What remains animal within us?
Ken Higaki’s paintings exist in the uneasy space between instinct and self-awareness, where the human figure begins to absorb the qualities of the animal world not as fantasy, but as revelation. Faces emerge from darkness furred, feathered, watchful, while bodies crawl across surfaces and dissolve into shadow, as though driven by forces older than language itself. Yet despite their predatory forms, many of these figures do not project dominance. They appear hesitant, wounded, suspended in moments of psychological exposure. One senses not monsters, but beings shaped by adaptation, by fear, by the long tension between survival and intimacy.
These new paintings turn inward, toward the psyche. Desire, loneliness, shame, tenderness, and hunger become ecological forces unto themselves, reshaping the body from within. Higaki’s hybrid figures evoke folklore and myth, recalling medieval bestiaries, Japanese yokai, or the dramatic chiaroscuro of Baroque painting, yet they remain distinctly contemporary in their emotional ambiguity. At the center of the exhibition is the idea of yearning, not simply as desire, but as a condition of being. A yearning for safety, for recognition, for closeness, for escape from one’s own nature. His subjects seem to hover at the edge of transformation, carrying within them both violence and vulnerability, instinct and sorrow.
Fur, feathers, claws, traces of the animal world linger throughout the exhibition not as ornament, but as something worn close to the body. Something feared becomes warmth. Something killed becomes shelter from the cold. Higaki’s figures linger within this uneasy terrain where violence and intimacy remain tangled together, where survival softens into tenderness without ever fully losing its teeth.
Something restless moves beneath the surface of these paintings. Figures emerge from darkness only partially, as though the body itself were still becoming.
In Higaki’s world, the animal is not separate from the self. It is the part of us that remains alert in darkness, that hungers, retreats, protects, lashes out, and longs to be held all at once.
Ken Higaki (b. 2000, Shikoku, Japan) is a self-taught painter based in Los Angeles. His psychologically charged paintings explore the uneasy space between instinct, vulnerability, and transformation, often blurring the boundary between the human and animal worlds. Higaki has participated in residencies and exhibitions in Los Angeles and Berlin, including Studio MAXIMA and So-Too. Yearning marks his first solo exhibition in 2026, preceding a forthcoming solo presentation in Tokyo later this summer.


Task prompt =>
Transcribe the listing in full, word for word; pictures do not belong in the copy.

Data records =>
+--
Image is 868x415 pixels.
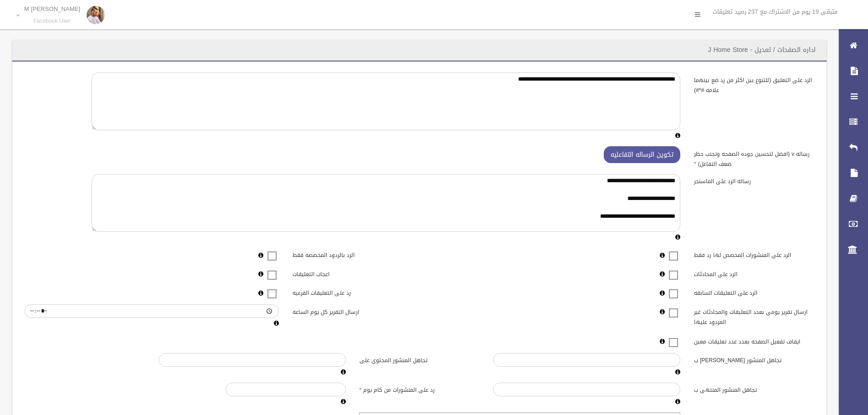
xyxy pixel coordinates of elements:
[687,73,821,95] label: الرد على التعليق (للتنوع بين اكثر من رد ضع بينهما علامه #*#)
[286,304,420,317] label: ارسال التقرير كل يوم الساعه
[687,248,821,261] label: الرد على المنشورات المخصص لها رد فقط
[687,267,821,280] label: الرد على المحادثات
[24,5,80,12] p: M [PERSON_NAME]
[286,286,420,298] label: رد على التعليقات الفرعيه
[687,353,821,366] label: تجاهل المنشور [PERSON_NAME] ب
[687,383,821,396] label: تجاهل المنشور المنتهى ب
[687,174,821,187] label: رساله الرد على الماسنجر
[687,304,821,327] label: ارسال تقرير يومى بعدد التعليقات والمحادثات غير المردود عليها
[286,267,420,280] label: اعجاب التعليقات
[353,353,486,366] label: تجاهل المنشور المحتوى على
[687,334,821,347] label: ايقاف تفعيل الصفحه بعدد عدد تعليقات معين
[697,41,827,59] header: اداره الصفحات / تعديل - J Home Store
[286,248,420,261] label: الرد بالردود المخصصه فقط
[24,18,80,25] small: Facebook User
[687,146,821,169] label: رساله v (افضل لتحسين جوده الصفحه وتجنب حظر ضعف التفاعل)
[687,286,821,298] label: الرد على التعليقات السابقه
[604,146,681,163] button: تكوين الرساله التفاعليه
[353,383,486,396] label: رد على المنشورات من كام يوم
+--
Answer for the task =>
Image is 868x415 pixels.
xyxy pixel coordinates of elements:
[687,73,821,95] label: الرد على التعليق (للتنوع بين اكثر من رد ضع بينهما علامه #*#)
[286,304,420,317] label: ارسال التقرير كل يوم الساعه
[687,248,821,261] label: الرد على المنشورات المخصص لها رد فقط
[687,267,821,280] label: الرد على المحادثات
[24,5,80,12] p: M [PERSON_NAME]
[286,286,420,298] label: رد على التعليقات الفرعيه
[687,353,821,366] label: تجاهل المنشور [PERSON_NAME] ب
[687,383,821,396] label: تجاهل المنشور المنتهى ب
[687,174,821,187] label: رساله الرد على الماسنجر
[687,304,821,327] label: ارسال تقرير يومى بعدد التعليقات والمحادثات غير المردود عليها
[286,267,420,280] label: اعجاب التعليقات
[353,353,486,366] label: تجاهل المنشور المحتوى على
[687,334,821,347] label: ايقاف تفعيل الصفحه بعدد عدد تعليقات معين
[697,41,827,59] header: اداره الصفحات / تعديل - J Home Store
[286,248,420,261] label: الرد بالردود المخصصه فقط
[24,18,80,25] small: Facebook User
[687,146,821,169] label: رساله v (افضل لتحسين جوده الصفحه وتجنب حظر ضعف التفاعل)
[687,286,821,298] label: الرد على التعليقات السابقه
[604,146,681,163] button: تكوين الرساله التفاعليه
[353,383,486,396] label: رد على المنشورات من كام يوم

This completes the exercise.